Four issues spring to mind when talking about the threat to traditional broadcaster models from the invasion of user generated content (UGC).
Issue 1: Getting something for nothing!
Ever since the industrial revolution ‘free' trade has been seen as a generator of wealth. From foreign merchants being able to carry British goods in the 17th Century to Microsoft's decision to allow outside development of compatible software, letting others do the ‘work' for you has always been a good route to financial success!
So is UCG a wealth generator? It's got all the same attributes; creation, production and ingest of material is provided free by the content generator whilst only the distributor financially benefits from the advertising surrounding the material.
Whether it is YouTube, MySpace or the now common use of Text, MMS and videos sent ‘rights-free' from ordinary viewers via Websites or MMS gateways, the broadcaster is benefiting from low asset generation cost at no risk.
Issue 2: Cult of the amateur
Out of the democratisation of creation, production and distribution of this content has emerged the ‘Cult of the amateur' as an insidious but undoubtedly real threat to broadcasters and media companies.
In his book 'Cult of the Amateur', Andrew Keen states:
“The new winners - Google, YouTube, MySpace, Craigslist, and the hundreds of start-ups hungry for a piece of the Web 2.0 pie - are unlikely to fill the shoes of the industries they are helping to undermine, in terms of products produced, jobs created, revenue generated or benefits conferred. By stealing away our eyeballs, the blogs and wikis are decimating the publishing, music and news-gathering industries that created the original content those Web sites ‘aggregate.'
Public broadcasters are seeing their viewers migrate away into a Web 2.0 world complete with no censorship, no warning, and no professionalism in 99% of UGC. Take a good look at YouTube (apart from media companies using the channel for free marketing) and you can see offensive and pornographic material buried in a mire of un-scripted, un-edited and un-produced rubbish. It may be a good breeding ground for TV's next generation of producers, directors and editors, but is its insipient growth taking the place of well-written, well produced material?
Issue 3: Any channel will do!
The present use of Myspace by music companies to find, launch and support artists, using fans to drive interest on a network that's free to use, could be one real pointer to the inherent benefits of a consumer ‘channel' explosion in customer engagement with ‘TV' Media on the PC.
Issue 4 Citizen Reporters
Another area of the opportunity comes with the inevitable arrival of 3G / Wi-Fi enabled video phones with in-built high quality camera's (5 Mega-pixels+, zoom and flash) with fast web services that can facilitate ingest directly into a news room environment, live or edited into a professional news story.
This ‘broadcast' UGC' use can give the broadcaster real ‘global' coverage for raw footage and in extreme situations direct live feed from the scene by a ‘citizen' reporter
The technological capability is there to do this but needs to be cost effective and understood as part of news ‘ingest'. It also has many ramifications for legal and operational standpoints but already influences news programming (Sky News is a frequent user of viewer UGC).
Conclusion
All four of these issues could be viewed by broadcasters as ‘wait and see', by sitting back and watching how UGC becomes part of their world.
Or they could seen as something to examine, use and provide technology and guidance to facilitate its benefits in order to limit any future threat.
The question is should broadcasters try to control the growth of UGC or run the risk of being radically changed by un-controlled adoption?
Allen McCaskill is a principal consultant within Ascent Media Global Consulting Services. His primary focus is on the planning to implementation of multi-platform distribution strategies.
What is your experience of UGC? Have your say below.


● Exercise
Every line of the material is to be repeated exactly as it stands.

● Given records
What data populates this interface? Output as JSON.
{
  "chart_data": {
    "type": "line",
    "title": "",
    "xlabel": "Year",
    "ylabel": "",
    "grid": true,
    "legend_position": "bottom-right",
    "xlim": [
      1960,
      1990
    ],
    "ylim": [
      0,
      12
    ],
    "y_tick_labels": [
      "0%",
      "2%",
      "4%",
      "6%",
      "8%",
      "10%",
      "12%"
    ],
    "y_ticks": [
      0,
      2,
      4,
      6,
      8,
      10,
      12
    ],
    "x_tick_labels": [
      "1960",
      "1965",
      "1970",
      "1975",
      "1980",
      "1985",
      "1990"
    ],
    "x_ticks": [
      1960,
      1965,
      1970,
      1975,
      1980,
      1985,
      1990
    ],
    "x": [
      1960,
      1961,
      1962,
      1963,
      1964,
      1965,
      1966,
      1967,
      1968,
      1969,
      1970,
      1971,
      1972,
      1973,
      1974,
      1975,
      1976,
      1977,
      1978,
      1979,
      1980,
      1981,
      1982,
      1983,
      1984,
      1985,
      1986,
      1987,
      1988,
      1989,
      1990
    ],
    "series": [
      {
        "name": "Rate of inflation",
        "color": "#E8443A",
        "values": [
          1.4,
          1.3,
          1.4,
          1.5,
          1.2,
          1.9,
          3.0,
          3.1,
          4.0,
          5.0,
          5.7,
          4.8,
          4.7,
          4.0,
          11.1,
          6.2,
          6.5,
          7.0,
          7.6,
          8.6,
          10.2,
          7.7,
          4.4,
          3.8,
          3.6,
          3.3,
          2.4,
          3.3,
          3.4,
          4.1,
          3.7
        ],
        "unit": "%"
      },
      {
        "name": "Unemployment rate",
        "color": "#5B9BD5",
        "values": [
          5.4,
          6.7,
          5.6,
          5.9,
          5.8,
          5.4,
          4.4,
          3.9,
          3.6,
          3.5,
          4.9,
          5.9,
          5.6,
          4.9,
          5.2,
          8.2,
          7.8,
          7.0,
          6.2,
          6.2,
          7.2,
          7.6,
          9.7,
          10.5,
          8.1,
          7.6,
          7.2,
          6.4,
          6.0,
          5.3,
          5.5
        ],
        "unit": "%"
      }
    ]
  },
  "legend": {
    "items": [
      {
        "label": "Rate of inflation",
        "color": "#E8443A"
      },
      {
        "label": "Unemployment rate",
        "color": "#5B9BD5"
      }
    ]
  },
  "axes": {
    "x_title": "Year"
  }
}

● Answer to this exercise
What data populates this interface? Output as JSON.
{
  "chart_data": {
    "type": "line",
    "title": "",
    "xlabel": "Year",
    "ylabel": "",
    "grid": true,
    "legend_position": "bottom-right",
    "xlim": [
      1960,
      1990
    ],
    "ylim": [
      0,
      12
    ],
    "y_tick_labels": [
      "0%",
      "2%",
      "4%",
      "6%",
      "8%",
      "10%",
      "12%"
    ],
    "y_ticks": [
      0,
      2,
      4,
      6,
      8,
      10,
      12
    ],
    "x_tick_labels": [
      "1960",
      "1965",
      "1970",
      "1975",
      "1980",
      "1985",
      "1990"
    ],
    "x_ticks": [
      1960,
      1965,
      1970,
      1975,
      1980,
      1985,
      1990
    ],
    "x": [
      1960,
      1961,
      1962,
      1963,
      1964,
      1965,
      1966,
      1967,
      1968,
      1969,
      1970,
      1971,
      1972,
      1973,
      1974,
      1975,
      1976,
      1977,
      1978,
      1979,
      1980,
      1981,
      1982,
      1983,
      1984,
      1985,
      1986,
      1987,
      1988,
      1989,
      1990
    ],
    "series": [
      {
        "name": "Rate of inflation",
        "color": "#E8443A",
        "values": [
          1.4,
          1.3,
          1.4,
          1.5,
          1.2,
          1.9,
          3.0,
          3.1,
          4.0,
          5.0,
          5.7,
          4.8,
          4.7,
          4.0,
          11.1,
          6.2,
          6.5,
          7.0,
          7.6,
          8.6,
          10.2,
          7.7,
          4.4,
          3.8,
          3.6,
          3.3,
          2.4,
          3.3,
          3.4,
          4.1,
          3.7
        ],
        "unit": "%"
      },
      {
        "name": "Unemployment rate",
        "color": "#5B9BD5",
        "values": [
          5.4,
          6.7,
          5.6,
          5.9,
          5.8,
          5.4,
          4.4,
          3.9,
          3.6,
          3.5,
          4.9,
          5.9,
          5.6,
          4.9,
          5.2,
          8.2,
          7.8,
          7.0,
          6.2,
          6.2,
          7.2,
          7.6,
          9.7,
          10.5,
          8.1,
          7.6,
          7.2,
          6.4,
          6.0,
          5.3,
          5.5
        ],
        "unit": "%"
      }
    ]
  },
  "legend": {
    "items": [
      {
        "label": "Rate of inflation",
        "color": "#E8443A"
      },
      {
        "label": "Unemployment rate",
        "color": "#5B9BD5"
      }
    ]
  },
  "axes": {
    "x_title": "Year"
  }
}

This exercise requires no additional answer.